Written by Neha Srivastava, Manager – Program Operations & Communications
Across India’s urban centres and increasingly in smaller towns, infertility is gaining visibility. IVF clinics are expanding rapidly, conversations around delayed childbearing are becoming more common, and public attention is gradually shifting toward the challenges of conception. In this changing landscape, an important question is emerging: is family planning still as relevant for India as it once was?
The short answer is yes — but the reasons have evolved.
India has achieved replacement-level fertility, a milestone that reflects decades of investment in reproductive health and voluntary contraception. At the same time, unmet need for family planning has declined between recent National Family Health Survey rounds. These are important gains and signal real progress.
However, national averages can mask deep inequities. There remain significant pockets across the country where total fertility rates are well above the national average and where unmet need for contraception remains high. Young married women, adolescents, rural populations, and marginalized communities continue to face barriers to accessing timely, high-quality family planning services. For these groups, the question is not whether family planning is relevant — it is whether access is reaching them when they need it.
The growing attention to infertility should therefore be seen not as a replacement for family planning, but as an expansion of India’s reproductive health agenda.
Over the past two decades, India has also moved steadily away from viewing family planning through a narrow population control lens. Today, the policy and programmatic framing is increasingly rights-based — grounded in informed choice, voluntarism, and reproductive autonomy. This shift is critical. When family planning is understood as enabling individuals and couples to decide freely and responsibly the number and spacing of their children, its relevance becomes enduring, regardless of demographic transitions.
Looking ahead, India’s reproductive health landscape will need to hold two realities at once. On one hand, the country must strengthen its response to infertility, including improving access to ethical, affordable fertility care. On the other, it must continue to close persistent gaps in voluntary contraception — particularly in high-need geographies and among underserved populations.
This is not a contradiction. It is the natural evolution of a maturing reproductive health system.
Technology and innovation can further accelerate progress. Digital counselling tools, AI-enabled decision support for providers, and smarter supply chain forecasting can help ensure that the right method reaches the right client at the right time. Equally important will be investments in provider confidence, quality of care, and youth-responsive services.
Ultimately, the relevance of family planning in India should not be judged solely by fertility rates or demographic milestones. It should be measured by the extent to which every woman — regardless of geography, age, or social circumstance — can exercise real choice over her reproductive life.
Infertility deserves attention. But so does the unfinished agenda of ensuring equitable access to voluntary contraception.
Family planning in India is not becoming obsolete. It is becoming more nuanced, more client-centred, and more firmly rooted in rights. The task ahead is to ensure that our policies, programmes, and investments keep pace with this evolving reality.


Work item
Whenever a line in the records below contains "MEMORY", pick it out.

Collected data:
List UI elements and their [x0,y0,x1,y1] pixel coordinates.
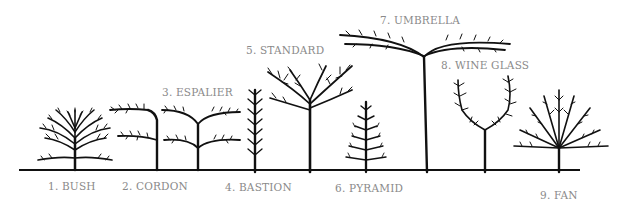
label-pyramid: 6. PYRAMID [335,182,403,194]
bush-tree-icon [38,108,112,170]
standard-tree-icon [268,64,352,172]
label-fan: 9. FAN [540,189,578,201]
pyramid-tree-icon [346,102,386,172]
wine-glass-tree-icon [454,76,516,172]
cordon-tree-icon [110,104,157,170]
bastion-tree-icon [248,90,262,172]
tree-forms-diagram: 1. BUSH 2. CORDON 3. ESPALIER 4. BASTION… [0,0,644,203]
fan-tree-icon [514,90,608,172]
label-standard: 5. STANDARD [246,44,324,56]
label-wine-glass: 8. WINE GLASS [441,59,529,71]
label-cordon: 2. CORDON [122,180,188,192]
label-umbrella: 7. UMBRELLA [380,14,460,26]
espalier-tree-icon [162,106,240,170]
label-espalier: 3. ESPALIER [162,86,233,98]
label-bush: 1. BUSH [48,180,96,192]
tree-illustrations [0,0,644,203]
label-bastion: 4. BASTION [225,181,292,193]
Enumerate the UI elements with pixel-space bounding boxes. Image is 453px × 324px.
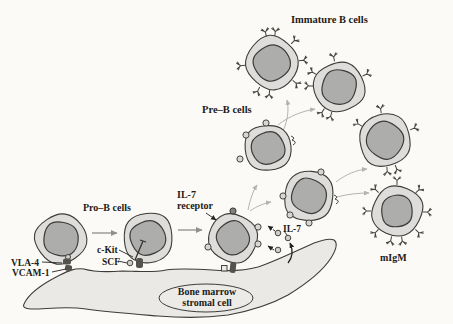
membrane-squiggle-icon: [291, 136, 295, 145]
migm-b-cell: [364, 178, 431, 244]
receptor-knob-icon: [306, 220, 312, 226]
ig-y-icon: [423, 208, 432, 217]
ig-y-icon: [325, 111, 335, 122]
label-pre-b-cells: Pre–B cells: [202, 104, 252, 115]
maturation-arrow: [337, 193, 369, 197]
receptor-knob-icon: [255, 241, 261, 247]
il7-receptor-knob-icon: [230, 208, 236, 214]
ig-y-icon: [386, 236, 396, 246]
ig-y-icon: [408, 123, 419, 134]
ig-y-icon: [362, 207, 371, 215]
receptor-knob-icon: [280, 193, 286, 199]
il7-receptor-leader: [206, 213, 216, 220]
diagram-canvas: Immature B cells Pre–B cells Pro–B cells…: [0, 0, 453, 324]
label-pro-b-cells: Pro–B cells: [83, 202, 131, 213]
receptor-knob-icon: [205, 244, 211, 250]
vla4-integrin-icon: [63, 259, 71, 265]
receptor-knob-icon: [255, 224, 261, 230]
ig-y-icon: [397, 236, 407, 246]
receptor-knob-icon: [263, 120, 269, 126]
receptor-knob-icon: [237, 156, 243, 162]
ig-y-icon: [329, 52, 339, 62]
ig-y-icon: [376, 104, 386, 114]
vcam1-icon: [65, 265, 73, 272]
receptor-square-icon: [222, 266, 228, 272]
label-c-kit: c-Kit: [97, 245, 118, 255]
immature-b-cell-2: [306, 54, 373, 120]
ig-y-icon: [236, 61, 245, 70]
label-stromal-line1: Bone marrow: [178, 286, 237, 297]
maturation-arrow: [283, 100, 288, 131]
receptor-knob-icon: [287, 212, 293, 218]
immature-b-cell-1: [243, 33, 300, 92]
b-cell-development-diagram: Immature B cells Pre–B cells Pro–B cells…: [0, 0, 453, 324]
il7-binding-arrow: [268, 246, 274, 250]
ig-y-icon: [299, 56, 308, 65]
vcam1-leader: [52, 269, 66, 272]
label-il7: IL-7: [283, 224, 301, 234]
label-immature-b-cells: Immature B cells: [291, 14, 368, 25]
il7-molecule-icon: [275, 247, 281, 253]
ig-y-icon: [265, 90, 274, 99]
adhesion-knob-icon: [136, 258, 143, 268]
label-vcam1: VCAM-1: [12, 268, 50, 278]
label-il7-receptor-line1: IL-7: [177, 189, 196, 200]
pro-b-to-pre-b-cell: [201, 206, 265, 271]
adhesion-knob-icon: [229, 262, 236, 274]
label-migm: mIgM: [380, 252, 407, 263]
scf-molecule-icon: [127, 260, 133, 266]
maturation-arrow: [336, 169, 367, 182]
label-vla4: VLA-4: [11, 258, 39, 268]
pro-b-cell-1: [30, 209, 91, 268]
ig-y-icon: [391, 163, 402, 174]
maturation-arrow: [250, 202, 271, 211]
ig-y-icon: [383, 167, 392, 176]
label-scf: SCF: [102, 257, 120, 267]
maturation-arrow: [278, 109, 315, 125]
receptor-knob-icon: [243, 132, 249, 138]
label-il7-receptor-line2: receptor: [177, 200, 213, 211]
receptor-knob-icon: [318, 169, 324, 175]
maturation-arrow: [248, 185, 257, 210]
ig-y-icon: [304, 82, 313, 91]
il7-binding-arrow: [268, 226, 275, 231]
label-stromal-line2: stromal cell: [182, 297, 232, 308]
ig-y-icon: [393, 176, 401, 185]
il7-molecule-icon: [275, 230, 281, 236]
immature-b-cell-3: [348, 103, 421, 177]
il7-molecule-icon: [285, 235, 291, 241]
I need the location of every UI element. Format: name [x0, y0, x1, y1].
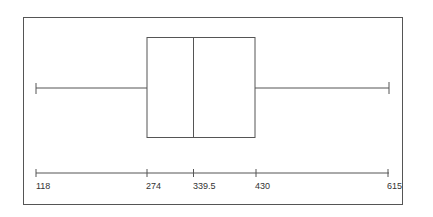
box-plot-chart: 118 274 339.5 430 615	[0, 0, 433, 217]
tick-label-q1: 274	[146, 181, 161, 191]
tick-label-median: 339.5	[193, 181, 216, 191]
chart-frame	[24, 18, 403, 205]
iqr-box	[147, 38, 255, 138]
tick-label-q3: 430	[255, 181, 270, 191]
tick-label-min: 118	[36, 181, 50, 191]
tick-label-max: 615	[387, 181, 402, 191]
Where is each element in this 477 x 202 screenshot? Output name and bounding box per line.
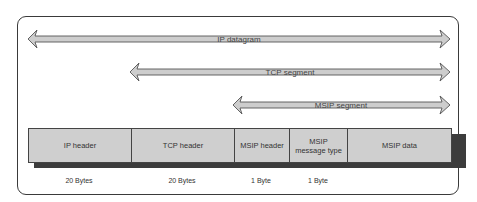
size-ip-header: 20 Bytes [65,177,92,184]
field-msip-header: MSIP header [235,129,290,162]
msip-segment-label: MSIP segment [315,101,367,110]
tcp-segment-label: TCP segment [266,68,315,77]
field-label: TCP header [163,141,203,150]
size-tcp-header: 20 Bytes [168,177,195,184]
packet-fields: IP header TCP header MSIP header MSIP me… [28,128,452,163]
field-msip-message-type: MSIP message type [290,129,348,162]
size-msip-message-type: 1 Byte [308,177,328,184]
size-msip-header: 1 Byte [251,177,271,184]
field-label: MSIP data [382,141,417,150]
field-tcp-header: TCP header [132,129,235,162]
field-msip-data: MSIP data [348,129,451,162]
field-ip-header: IP header [29,129,132,162]
field-label: MSIP header [240,141,284,150]
field-label: IP header [64,141,96,150]
ip-datagram-label: IP datagram [217,35,260,44]
arrows-layer [0,0,477,202]
field-label: MSIP message type [294,137,343,155]
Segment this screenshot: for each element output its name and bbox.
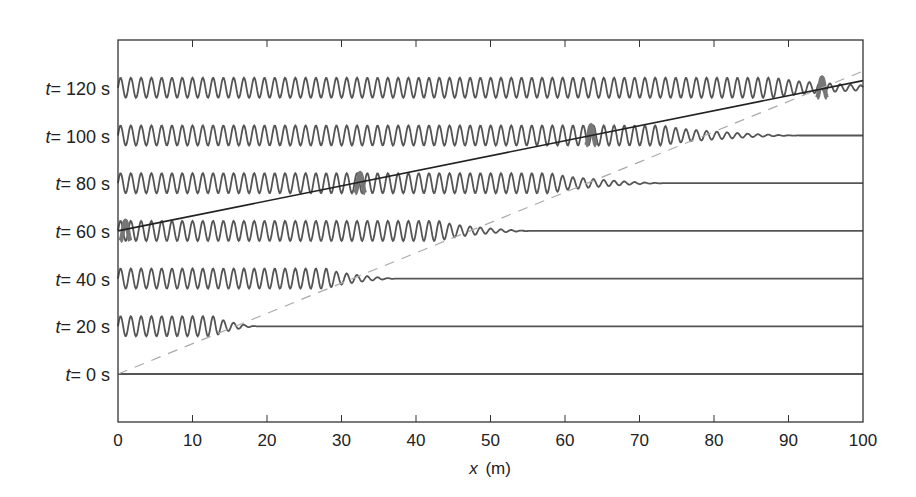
x-tick-label: 40 xyxy=(407,431,426,450)
wave-rows xyxy=(118,78,863,374)
crest-trajectory-line xyxy=(118,81,863,231)
row-label: t= 60 s xyxy=(55,222,110,242)
wave-trace xyxy=(118,316,863,336)
wave-trace xyxy=(118,78,863,98)
row-label: t= 20 s xyxy=(55,317,110,337)
wave-propagation-chart: 0102030405060708090100 t= 0 st= 20 st= 4… xyxy=(0,0,916,497)
row-labels: t= 0 st= 20 st= 40 st= 60 st= 80 st= 100… xyxy=(45,79,110,385)
x-tick-label: 30 xyxy=(332,431,351,450)
x-tick-label: 10 xyxy=(183,431,202,450)
x-tick-label: 20 xyxy=(258,431,277,450)
x-tick-label: 0 xyxy=(113,431,122,450)
x-axis-label: x (m) xyxy=(468,459,511,478)
row-label: t= 100 s xyxy=(45,127,110,147)
x-tick-label: 60 xyxy=(556,431,575,450)
wave-trace xyxy=(118,269,863,289)
wave-trace xyxy=(118,126,863,146)
wave-trace xyxy=(118,221,863,241)
row-label: t= 40 s xyxy=(55,270,110,290)
x-tick-label: 90 xyxy=(779,431,798,450)
x-tick-label: 80 xyxy=(705,431,724,450)
x-tick-label: 50 xyxy=(481,431,500,450)
row-label: t= 120 s xyxy=(45,79,110,99)
x-tick-label: 70 xyxy=(630,431,649,450)
row-label: t= 0 s xyxy=(65,365,110,385)
wave-trace xyxy=(118,173,863,193)
row-label: t= 80 s xyxy=(55,174,110,194)
x-tick-label: 100 xyxy=(849,431,877,450)
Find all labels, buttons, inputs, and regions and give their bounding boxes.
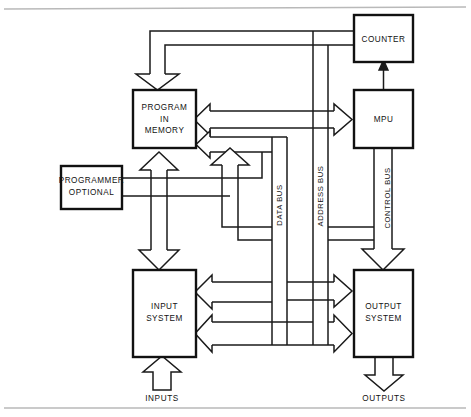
program-bottom-right-arrowhead [211, 148, 249, 165]
output-left-arrowhead-upper [334, 275, 352, 307]
address-bus-to-input-arrow [195, 315, 328, 352]
inputs-arrowhead [143, 356, 181, 390]
address-bus-to-output-arrow [328, 315, 352, 352]
data-bus-to-input-arrow [195, 275, 272, 309]
program-left-arrowhead-lower [196, 131, 210, 158]
bus-to-mpu-arrow [313, 104, 352, 135]
control-bus-branch [328, 227, 374, 240]
io-label-inputs: INPUTS [145, 394, 179, 403]
outputs-arrowhead [365, 357, 403, 391]
block-program-in-memory[interactable]: PROGRAM IN MEMORY [133, 90, 196, 148]
mpu-left-arrowhead [334, 104, 352, 135]
outputs-arrow [365, 357, 403, 391]
block-programmer-optional[interactable]: PROGRAMMER OPTIONAL [59, 166, 125, 209]
counter-to-program-arrowhead [136, 74, 179, 90]
io-label-outputs: OUTPUTS [362, 394, 405, 403]
block-input-system[interactable]: INPUT SYSTEM [133, 270, 196, 357]
block-diagram-canvas: COUNTER MPU PROGRAM IN MEMORY PROGRAMMER… [0, 0, 471, 417]
lower-rail-to-program-up-arrow [211, 148, 249, 198]
block-output-label-line1: OUTPUT [365, 302, 402, 311]
block-input-label-line1: INPUT [151, 302, 178, 311]
inputs-arrow [143, 356, 181, 390]
block-programmer-label-line1: PROGRAMMER [59, 176, 125, 185]
data-bus-to-output-arrow [287, 275, 352, 307]
counter-to-program-path [136, 31, 354, 90]
block-mpu-label: MPU [374, 115, 394, 124]
page-rule-top [4, 7, 466, 9]
program-input-vertical-channel [139, 152, 179, 270]
block-mpu[interactable]: MPU [354, 90, 413, 148]
bus-label-address: ADDRESS BUS [316, 165, 325, 226]
input-system-top-arrowhead [139, 250, 179, 270]
block-counter[interactable]: COUNTER [354, 15, 413, 62]
block-input-label-line2: SYSTEM [146, 314, 183, 323]
mpu-to-counter-path [379, 60, 388, 90]
output-left-arrowhead-lower [334, 315, 352, 352]
bus-label-control: CONTROL BUS [383, 167, 392, 228]
block-output-system[interactable]: OUTPUT SYSTEM [354, 270, 413, 357]
block-programmer-label-line2: OPTIONAL [69, 188, 114, 197]
bus-label-data: DATA BUS [275, 184, 284, 225]
input-left-arrowhead-upper [195, 275, 212, 309]
block-program-label-line2: IN [160, 115, 169, 124]
block-program-label-line3: MEMORY [145, 126, 185, 135]
block-output-label-line2: SYSTEM [365, 314, 402, 323]
address-bus-to-program-arrow [194, 104, 313, 135]
output-system-top-arrowhead [362, 249, 404, 270]
data-bus-trunk [272, 137, 287, 345]
program-bottom-left-arrowhead [140, 152, 178, 170]
block-program-label-line1: PROGRAM [142, 103, 188, 112]
control-bus-to-output-arrow [362, 249, 404, 270]
input-left-arrowhead-lower [195, 315, 212, 352]
block-counter-label: COUNTER [362, 35, 406, 44]
diagram-svg: COUNTER MPU PROGRAM IN MEMORY PROGRAMMER… [0, 0, 471, 417]
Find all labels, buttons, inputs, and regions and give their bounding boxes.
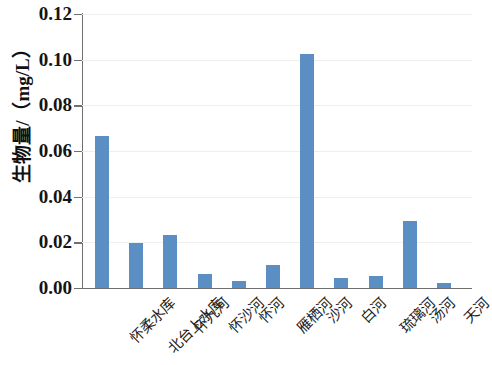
- bar: [369, 276, 383, 288]
- x-axis-category-label: 天河: [461, 296, 491, 326]
- gridline: [82, 105, 472, 106]
- bar: [232, 281, 246, 288]
- x-axis-category-label: 白河: [359, 296, 389, 326]
- y-tick-mark: [74, 60, 82, 61]
- y-tick-label: 0.08: [16, 95, 72, 114]
- y-tick-label: 0.02: [16, 232, 72, 251]
- y-tick-mark: [74, 105, 82, 106]
- y-tick-label-wrap: 0.10: [8, 50, 72, 70]
- y-tick-label-wrap: 0.00: [8, 278, 72, 298]
- gridline: [82, 14, 472, 15]
- y-tick-label-wrap: 0.08: [8, 95, 72, 115]
- x-axis-line: [82, 288, 472, 289]
- y-tick-mark: [74, 288, 82, 289]
- y-tick-label: 0.12: [16, 4, 72, 23]
- y-tick-mark: [74, 151, 82, 152]
- y-tick-label-wrap: 0.12: [8, 4, 72, 24]
- bar: [437, 283, 451, 288]
- bar: [163, 235, 177, 288]
- y-tick-label-wrap: 0.02: [8, 232, 72, 252]
- gridline: [82, 151, 472, 152]
- y-tick-label: 0.04: [16, 187, 72, 206]
- y-tick-label: 0.06: [16, 141, 72, 160]
- bar: [129, 243, 143, 288]
- x-axis-category-label: 怀九河: [192, 296, 232, 336]
- plot-area: [82, 14, 472, 288]
- bar: [334, 278, 348, 288]
- y-tick-label-wrap: 0.06: [8, 141, 72, 161]
- y-tick-label: 0.10: [16, 50, 72, 69]
- gridline: [82, 60, 472, 61]
- y-tick-label-wrap: 0.04: [8, 187, 72, 207]
- bar: [403, 221, 417, 288]
- y-tick-mark: [74, 14, 82, 15]
- y-tick-label: 0.00: [16, 278, 72, 297]
- bar: [266, 265, 280, 288]
- bar: [198, 274, 212, 288]
- bar: [300, 54, 314, 288]
- gridline: [82, 197, 472, 198]
- bar: [95, 136, 109, 288]
- y-tick-mark: [74, 242, 82, 243]
- y-tick-mark: [74, 197, 82, 198]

Response area
block-program-in-memory[interactable]: PROGRAM IN MEMORY [133, 90, 196, 148]
block-diagram-canvas: COUNTER MPU PROGRAM IN MEMORY PROGRAMMER… [0, 0, 471, 417]
block-program-label-line3: MEMORY [145, 126, 185, 135]
diagram-svg: COUNTER MPU PROGRAM IN MEMORY PROGRAMMER… [0, 0, 471, 417]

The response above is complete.